The latest criticism is that they’re converting too much grassland into fields of corn and soybeans. That charge was leveled in late August by grassland advocates who gathered in Sioux Falls for a conference.

And when the South Dakota Game, Fish and Parks Department’s annual pheasant count estimated a 46 percent drop in population this year, one of several reasons cited was a reduction in Conservation Reserve Program acres.

Although CRP acres have declined, South Dakota has 1.16 million acres enrolled in the program, ranking 10th nationally. The state ranks second in Fish, Wildlife and Parks program acres with 74,640. It also ranks 10th with 45,800 acres in the Conservation Reserve Enhancement Program, a voluntary land retirement program that protects environmentally sensitive land, decreases erosion, restores wildlife habitat and safeguards ground and surface water.

South Dakota also has 163,310 acres in the Grassland Reserve Program and 8,700 acres in the Wetlands Reserve Program.

To the GF&P’s credit, it did place much of the blame for fewer pheasants on a “brutal winter.”

Lisa Richardson, executive director of the South Dakota Corn Growers Association (SDCGA), said the state’s farmers are doing an exceptional job of taking care of the environment while producing enough crops to meet continually growing needs. Crops and wildlife are both at nature’s mercy.

“Just like the corn crop is affected by the weather, so is the pheasant population,” Richardson said. “We can co-exist. We need nesting habitat, but we also need food.”

South Dakota was bound to have a dip in pheasant numbers one of these years. The pheasant population has been above 8 million for eight consecutive years, numbers that hadn’t been seen since the early 1960s.

No matter how many acres are enrolled in conservation programs or how well conservation practices are followed, weather often is the biggest factor in the pheasant population.

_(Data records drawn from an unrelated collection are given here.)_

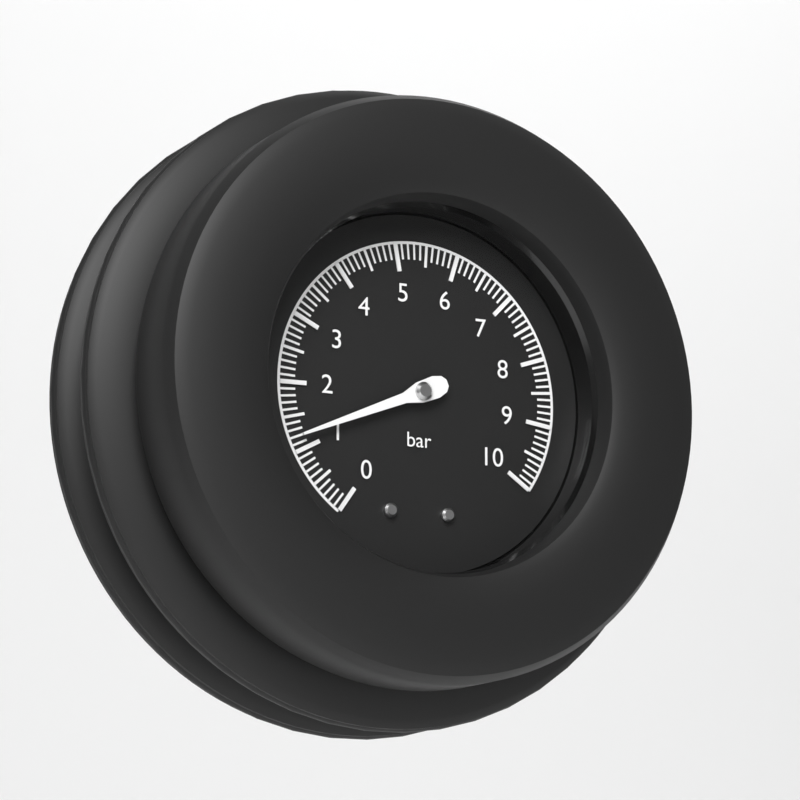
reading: 1.2 bar
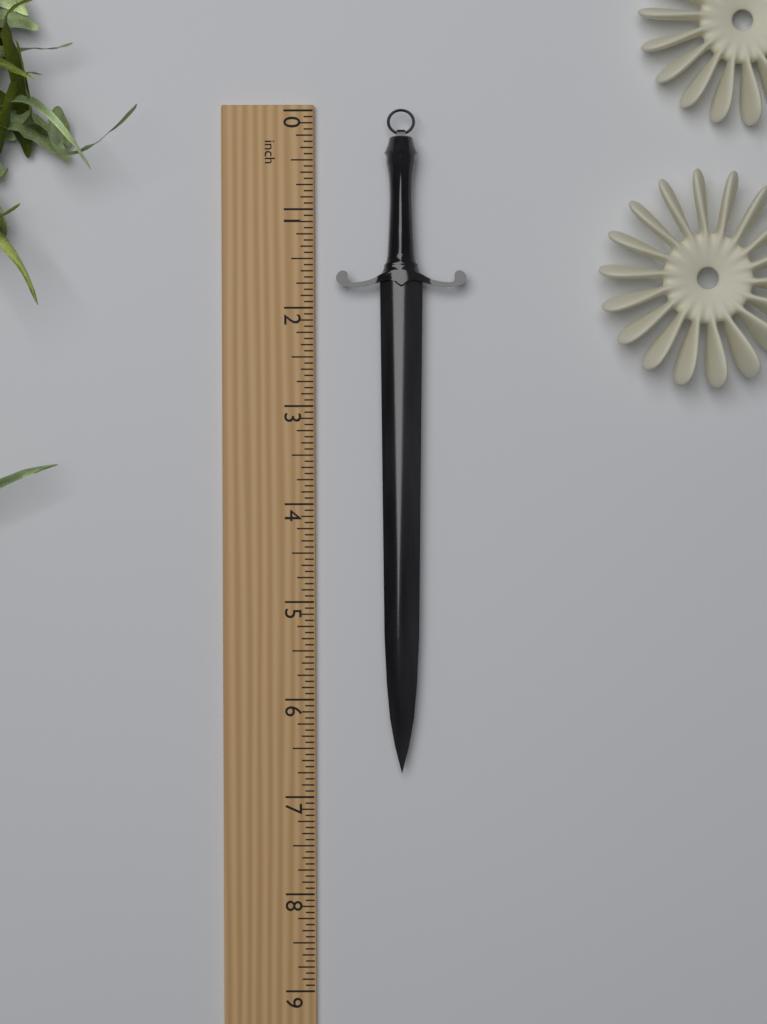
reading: 6.7500 inch
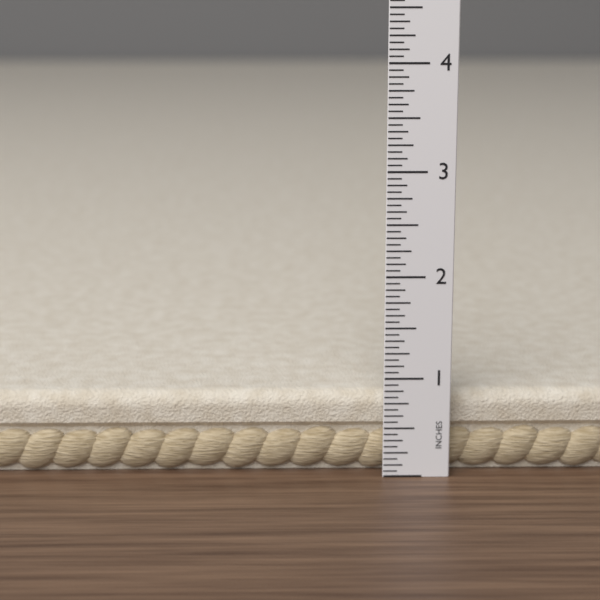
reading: 0.8125 in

That was the case in the White Lake area this year, said David Gillen, a local farmer and member of the South Dakota Corn Utilization Council (SDCUC) board of directors. In this instance, the biggest culprit was a 5-inch rain about the time that pheasants were hatching, he said.

“Chicks that were a day or two old couldn’t handle that,” said Gillen, who has a lot of prime hunting ground. “I don’t think it’s winter kill, I think it’s the wet weather. Pheasants can’t handle that much cold and wet weather.”

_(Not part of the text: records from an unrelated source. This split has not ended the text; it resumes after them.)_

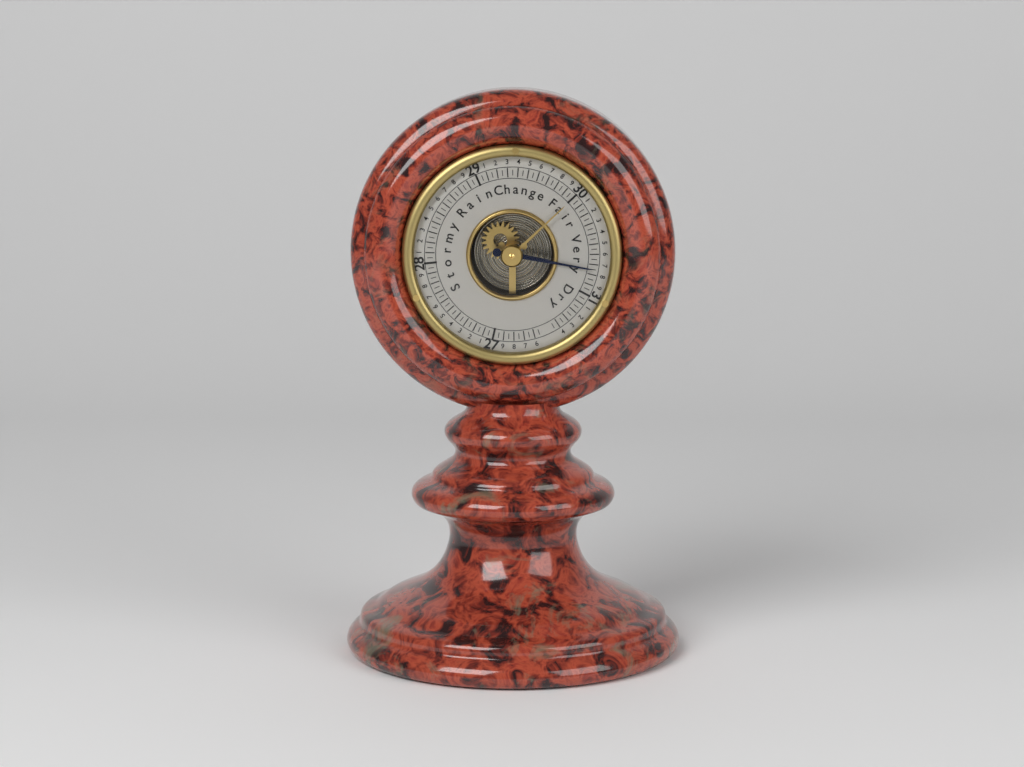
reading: 30.75 (no unit)
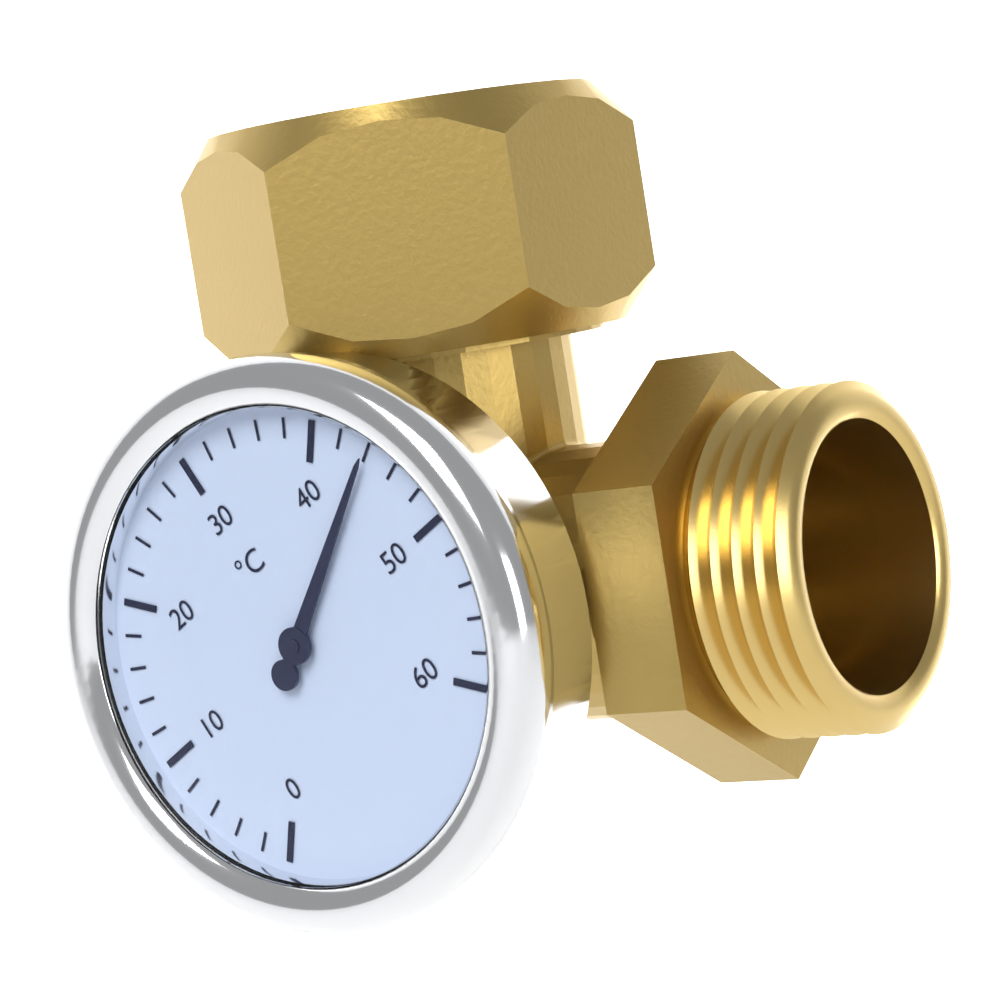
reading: 44 °C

Gillen said a change in CRP acres certainly isn’t to blame in his region, which is one of the state’s prime hunting areas. Most landowners hunt and also open their land to hunters, so they set aside acres that are good for hunting near creeks and sloughs. Most of that land isn’t enrolled in CRP. Land owners also have planted many acres with trees, he said. One downside to the abundance of trees is an overpopulation of deer.

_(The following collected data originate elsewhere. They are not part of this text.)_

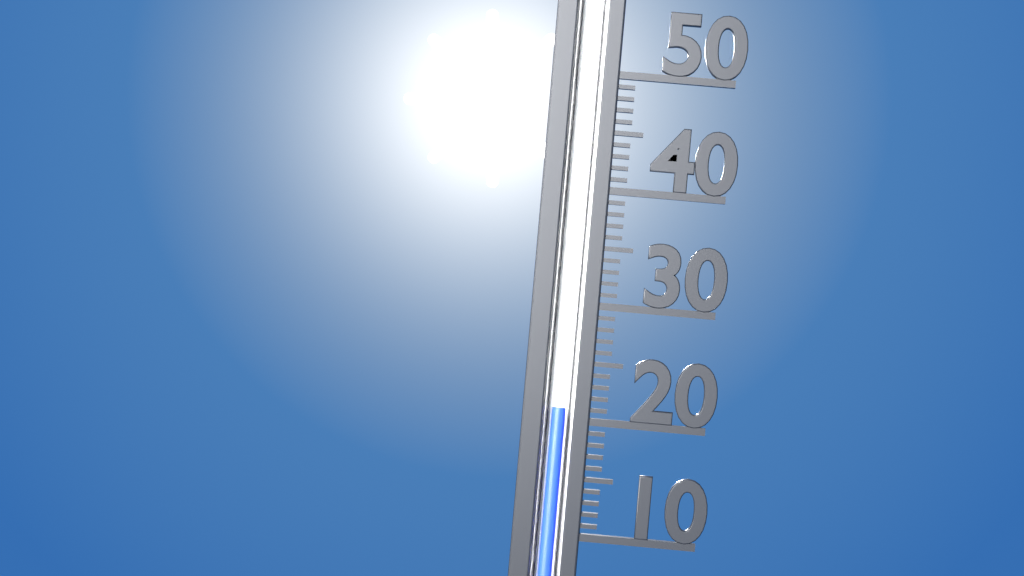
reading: 21 (no unit)
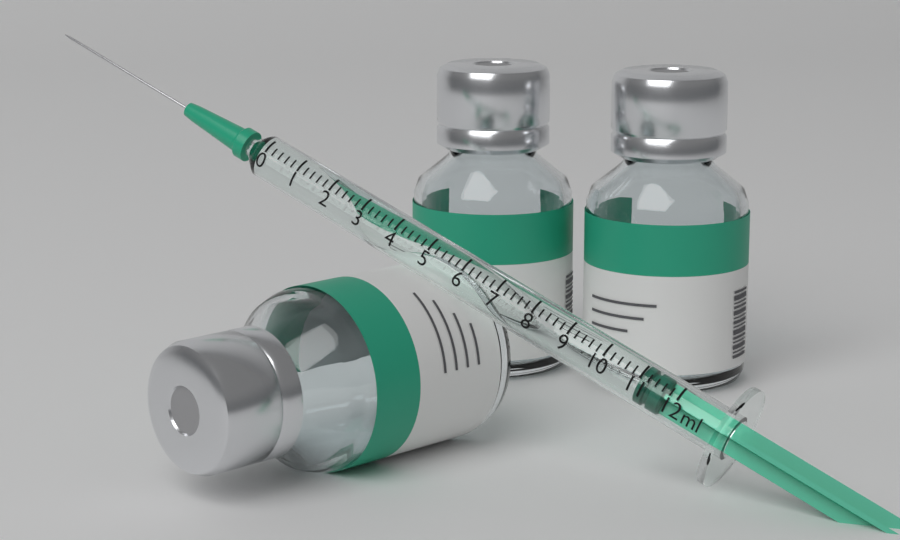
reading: 11.0 ml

Gillen has very little land in CRP, but has a lot of grassland. He doesn’t receive any federal payments on that land – revenue from pheasant hunting covers the land costs in those areas.

“When they did come out with CRP, it did enhance hunting,” Gillen said. “The hunting businesses in this area have grown so much that there’s less of a need here for CRP.”

Gillen said pheasants like a variety of habitat: corn and soybeans, grass areas, and wetlands with cattails. They like to be in 3 or 4 acres of grass, not full quarters. Pheasant chicks that hatch on a full quarter of grassland are less likely to survive because there’s so much growth that they can’t maneuver. Hens like to take the chicks to the edge of taller habitat so they can get sunshine.

To create additional pheasant habitat and add nutrients to his soil, Gillen planted a crop-cover mixture of peas, lentils and radishes on his wheat ground immediately after the harvest.

The past two winters have been rough, Gillen said. Yet, he believes winter survival rates were fine, particularly on land with shelterbelts. But pheasants don’t do well at finding nests. The nests are sometimes too low, and susceptible to water. A one-inch rain isn’t a problem, but five inches is.

“Weather has a huge, huge impact on the hatch,” he said. “One hen will have 14 chicks if it’s in the right environment.”

Gillen said he’s been seeing various sizes of chicks recently. Some are older and some are only three inches high. Those won’t change color before hunting season.

This article is from the September 2011 issue of South Dakota Corn Talk.